04 September 2023, 5:06 PM

Freshwater groups unimpressed by QLDC response to stormwater requestsThe Bullock Creek wetlands and boardwalk. PHOTO: Wānaka App

Four organisations with concerns about Wānaka’s Bullock Creek are “extremely disappointed” by Queenstown Lakes District Council’s (QLDC) response to their request for short term actions to protect the freshwater creek.


Friends of Bullock Creek - speaking also on behalf of Guardians of Lake Wānaka, Wānaka Lake Swimmers Club, and Touchstone - asked council for “positive short term actions to protect Bullock Creek and Lake Wānaka in the absence of mitigating investment in stormwater infrastructure”.



Their requests varied in magnitude from asking council to empty and clean the existing sediment pond annually, to asking council to stop further urban growth south of the headwaters of Bullock Creek.


This followed QLDC’s deferral of a $6M investment in Stone Street stormwater assets for seven years (blamed on the council’s liability in historic leaky home cases in Queenstown), which the groups said would be a major setback for its mandate of protecting Bullock Creek and the wetlands.


Read more: Groups demand action on stormwater mitigation


Stormwater overflowing the Alpha Series subdivision retention pond and heading for Bullock Creek. PHOTO: QLDC


QLDC chief executive Mike Theelen responded to their request last month, saying there would be an opportunity this year to review the capital investment programme as part of the 2024-34 Ten Year Plan development.


“At this stage, it is not possible to say what decisions will be made in respect of Bullock Creek, but councillors are well aware of the issues you and your group have raised,” he said.

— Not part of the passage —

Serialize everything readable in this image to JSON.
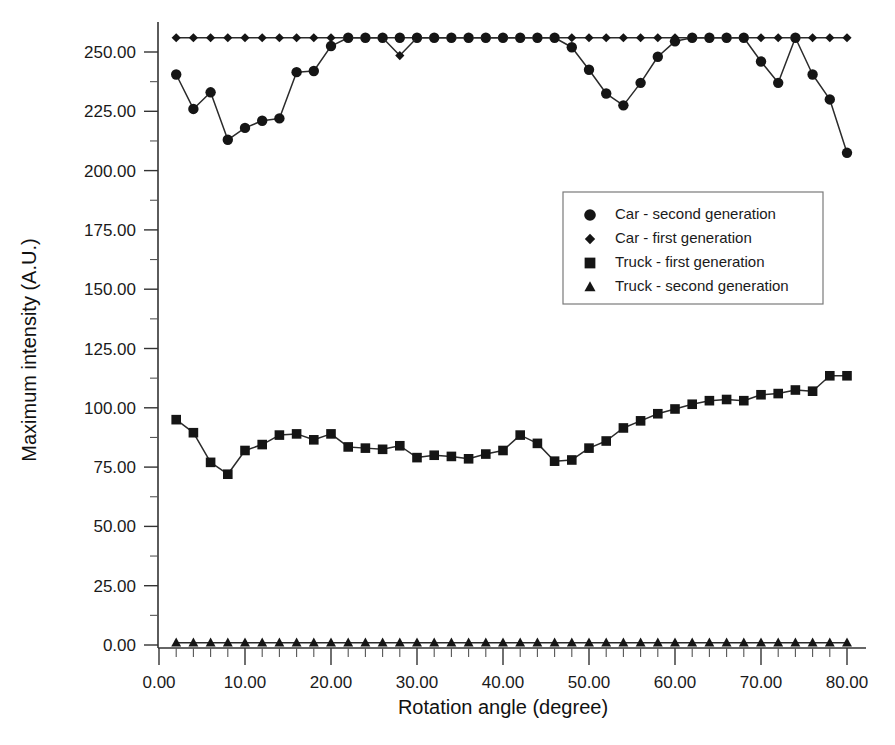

In response to the groups’ request that council stop further urban growth south of the headwaters of Bullock Creek until it has invested in sustainable stormwater infrastructure, Mike said the area “has already been zoned for development and as such it is not possible to simply cease development in the area”.

 

“Every effort is being made to ensure that stormwater systems that service any new development appropriately mitigate adverse effects associated with both the quantity and quality of the run-off.”


FOBC committee member Nancy Latham said the groups were “extremely disappointed with QLDC's lack of urgent and substantive commitment to protecting our fresh water bodies in the Roy's Bay catchment”.



The spring-fed Bullock Creek runs through the Wānaka township and into Lake Wānaka, and when urban development (Alpha Series) began south of the creek’s headwaters in 2015 the creek was ”pristine and stable,” FOBC said.


By May this year, an Otago Regional Council report, ‘State and Trends of Rivers, Lakes and Groundwater in Otago 2017 – 2022’ identified Bullock Creek as the most polluted freshwater body in the Upper Lakes Rohe.


Nancy said the groups will continue to work on gaining support for local government investment for freshwater protection, and increasing public awareness of the implications of QLDC's lack of investment in stormwater infrastructure.